Softmax: The Multi-Class Output Function

Softmax is special — it is not typically used in hidden layers but rather in the output layer for multi-class classification. It converts a vector of raw scores into a probability distribution.

def softmax(x):
    exp_x = np.exp(x - np.max(x))  # Subtract max for numerical stability
    return exp_x / np.sum(exp_x)

scores = np.array([2.0, 1.0, 0.1])
probabilities = softmax(scores)
print(probabilities)
# [0.659, 0.242, 0.099]
print(f"Sum: {np.sum(probabilities):.3f}")
# Sum: 1.000

The key property of softmax is that all outputs are positive and they sum to exactly 1, making them interpretable as probabilities. The class with the highest probability is the prediction.

Swish and GELU: Modern Alternatives

Recent research has produced activation functions that can outperform ReLU in certain scenarios.

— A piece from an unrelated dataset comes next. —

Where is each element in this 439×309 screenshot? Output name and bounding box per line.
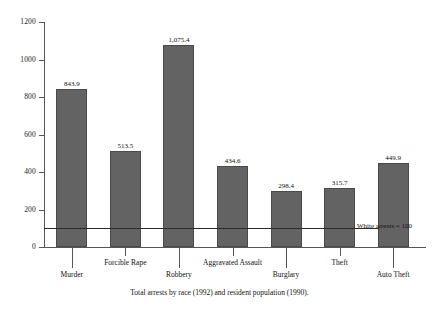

Swish (discovered by Google in 2017):

def swish(x):
    return x * sigmoid(x)

Swish is smooth, non-monotonic (it dips slightly below zero for negative inputs), and has been shown to outperform ReLU on deep networks.

GELU (Gaussian Error Linear Unit):

def gelu(x):
    return 0.5 * x * (1 + np.tanh(np.sqrt(2 / np.pi) * (x + 0.044715 * x**3)))

GELU is used in modern transformer architectures like BERT and GPT. It is similar to ReLU but with a smooth curve that allows small negative values to pass through.

# In PyTorch, these are readily available
model = nn.Sequential(
    nn.Linear(768, 3072),
    nn.GELU(),              # Used in BERT/GPT
    nn.Linear(3072, 768),
)

Modern deep learning architectures using advanced activation functions

Choosing the Right Activation Function

Here is my practical guide based on experience:

Layer TypeRecommendedWhy
Hidden layers (default)ReLUFast, effective, proven
Hidden layers (deep nets)Leaky ReLU or GELUAvoids dying neurons
Binary outputSigmoidOutputs probability [0, 1]
Multi-class outputSoftmaxOutputs probability distribution
Regression outputNone (Linear)Unconstrained output
Transformer hiddenGELUEmpirically best for NLP
RNN/LSTM gatesSigmoidNatural gate mechanism [0, 1]
RNN hidden stateTanhZero-centered, bounded

My default advice: Start with ReLU. If you encounter dying neuron problems, switch to Leaky ReLU. If you are building transformers, use GELU. Only reach for exotic activation functions if you have a specific reason.

Key Takeaways

  1. Activation functions introduce nonlinearity, which is essential for learning complex patterns
  2. Without activation functions, any deep network collapses to a single linear transformation
  3. ReLU is the default choice for hidden layers — it is fast, simple, and effective
  4. Sigmoid is used for binary classification outputs and gates
  5. Softmax is used for multi-class classification outputs
  6. The vanishing gradient problem (sigmoid/tanh) and dying ReLU problem are the two main pitfalls to watch for
  7. Modern alternatives like GELU and Swish offer incremental improvements in specific architectures

In the next post, I will cover backpropagation — the algorithm that allows neural networks to learn by flowing error signals backward through the network and adjusting weights accordingly.


This post is part of my Deep Learning series. If activation functions feel abstract, do not worry — they will become much more concrete when we implement them in code tutorials later in this series.